The landscape architecture program at UMass has also become involved, redesigning the courtyard with the help of focus groups of patients and staff who are trying to determine how the area would best comfort patients and their families.

“Hopefully that can be a place where people can go out and have some privacy in the shade,” Young-Mason said. It is also a place where local musical artists will appear monthly under a performance tent. In the winter months, those concerts take place in the main lobby. Meanwhile, art displays line the walls of the Emergency Department, the corridors leading to patient rooms, and outside the Oncology Department.

“The performing and visual arts figure very seriously in this whole endeavor,” she said. “Those musicians go up and play in the units as well. The creativity of all of these people has been marvelous.”

Horticulture is another key element of the healing arts program, culminating last summer in the planting of a ‘healing garden’ surrounding the hospital annex that presently houses the Development, Public Relations, and Marketing departments.

The garden, designed with an eye toward peaceful surroundings and air-purifying plants, was created by students from Franklin County Technical School— the same school that sent students to help design and assemble the children’s play area. “We certainly know that nature is essential to health,” Young-Mason said, adding that every plant was donated, and when people couldn’t donate the plants needed in the design, they donated money. “We knew when that happened that the community was behind this.”

Brighter Days and Nights

No matter how well-intentioned the changes in the hospital may be, people will always want to know about tangible results. Young-Mason said there are two ways to gauge whether the broad initiative has been a success. One of those, the admittedly unscientific process of collecting opinions on response forms, has produced nothing but positive comments.

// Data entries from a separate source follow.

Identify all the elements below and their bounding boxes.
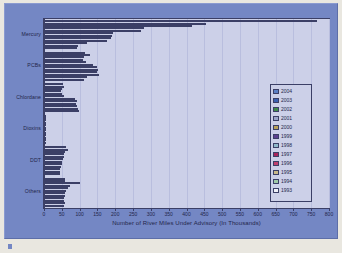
- x-tick-label-0: 0: [43, 211, 46, 217]
- x-tick-label-300: 300: [147, 211, 155, 217]
- y-axis-label-ddt: DDT: [5, 157, 41, 163]
- legend-item-1996[interactable]: 1996: [273, 159, 309, 168]
- legend-swatch-icon: [273, 98, 279, 103]
- x-tick-label-250: 250: [129, 211, 137, 217]
- legend-item-1998[interactable]: 1998: [273, 141, 309, 150]
- legend-swatch-icon: [273, 134, 279, 139]
- legend-swatch-icon: [273, 125, 279, 130]
- legend-label: 2004: [281, 89, 292, 94]
- legend-item-2000[interactable]: 2000: [273, 123, 309, 132]
- legend-label: 2003: [281, 98, 292, 103]
- x-axis-title: Number of River Miles Under Advisory (In…: [43, 220, 330, 226]
- x-axis-ticks: 0501001502002503003504004505005506006507…: [43, 209, 330, 219]
- bar: [44, 142, 46, 144]
- y-axis-label-chlordane: Chlordane: [5, 94, 41, 100]
- bar: [44, 205, 64, 207]
- y-axis-category-labels: MercuryPCBsChlordaneDioxinsDDTOthers: [5, 18, 41, 209]
- legend-swatch-icon: [273, 170, 279, 175]
- legend-swatch-icon: [273, 143, 279, 148]
- legend-swatch-icon: [273, 116, 279, 121]
- legend-swatch-icon: [273, 107, 279, 112]
- x-tick-label-100: 100: [75, 211, 83, 217]
- legend-label: 2002: [281, 107, 292, 112]
- legend-label: 1994: [281, 179, 292, 184]
- x-tick-label-600: 600: [254, 211, 262, 217]
- y-axis-label-others: Others: [5, 188, 41, 194]
- legend-item-2004[interactable]: 2004: [273, 87, 309, 96]
- x-tick-label-550: 550: [236, 211, 244, 217]
- legend-item-2001[interactable]: 2001: [273, 114, 309, 123]
- legend-label: 1997: [281, 152, 292, 157]
- legend-swatch-icon: [273, 89, 279, 94]
- y-axis-label-pcbs: PCBs: [5, 62, 41, 68]
- legend-swatch-icon: [273, 152, 279, 157]
- chart-legend: 2004200320022001200019991998199719961995…: [270, 84, 312, 202]
- legend-item-1995[interactable]: 1995: [273, 168, 309, 177]
- y-axis-label-dioxins: Dioxins: [5, 125, 41, 131]
- legend-item-1993[interactable]: 1993: [273, 186, 309, 195]
- gridline-800: [329, 19, 330, 208]
- legend-swatch-icon: [273, 179, 279, 184]
- legend-swatch-icon: [273, 188, 279, 193]
- legend-item-1997[interactable]: 1997: [273, 150, 309, 159]
- x-tick-label-750: 750: [307, 211, 315, 217]
- x-tick-label-350: 350: [165, 211, 173, 217]
- legend-item-1994[interactable]: 1994: [273, 177, 309, 186]
- bar: [44, 79, 84, 81]
- x-tick-label-700: 700: [289, 211, 297, 217]
- legend-item-2003[interactable]: 2003: [273, 96, 309, 105]
- legend-label: 2001: [281, 116, 292, 121]
- legend-label: 1999: [281, 134, 292, 139]
- legend-item-2002[interactable]: 2002: [273, 105, 309, 114]
- bar-group: [44, 51, 329, 83]
- y-axis-label-mercury: Mercury: [5, 31, 41, 37]
- x-tick-label-50: 50: [59, 211, 65, 217]
- chart-figure: MercuryPCBsChlordaneDioxinsDDTOthers 050…: [4, 3, 338, 239]
- legend-label: 1996: [281, 161, 292, 166]
- legend-item-1999[interactable]: 1999: [273, 132, 309, 141]
- legend-label: 1993: [281, 188, 292, 193]
- bar: [44, 173, 60, 175]
- bar-group: [44, 19, 329, 51]
- x-tick-label-450: 450: [200, 211, 208, 217]
- bar: [44, 47, 77, 49]
- legend-swatch-icon: [273, 161, 279, 166]
- x-tick-label-650: 650: [271, 211, 279, 217]
- legend-label: 1995: [281, 170, 292, 175]
- x-tick-label-800: 800: [325, 211, 333, 217]
- x-tick-label-200: 200: [111, 211, 119, 217]
- legend-label: 2000: [281, 125, 292, 130]
- x-tick-label-150: 150: [93, 211, 101, 217]
- x-tick-label-500: 500: [218, 211, 226, 217]
- legend-label: 1998: [281, 143, 292, 148]
- bar: [44, 110, 79, 112]
- page-corner-mark: [8, 244, 12, 249]
- x-tick-label-400: 400: [182, 211, 190, 217]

More importantly, how much the hospital’s aesthetic improvements actually affect health and well-being is more difficult to judge.

Still, she noted, evidence-based studies will be launched in the next two months to determine how the various endeavors can actually raise immune levels and promote healing. For now, the Healing Arts Project is succeeding in creating a buzz and many positive feelings for those who are treated at Franklin Medical Center, those who care for them, and those who visit them.

Young-Mason recalled one concert featuring a gospel singer and a jazz musician that had attendees in tears as they joined in singing “Amazing Grace.”

“I think everyone there feels like it’s for them,” she said of the entire project. “We’ve gotten a big response from the night staff, saying how important it is to them that we have art on the walls in the middle of the night.” After all, she noted, it’s not only the patients who need their spirits lifted.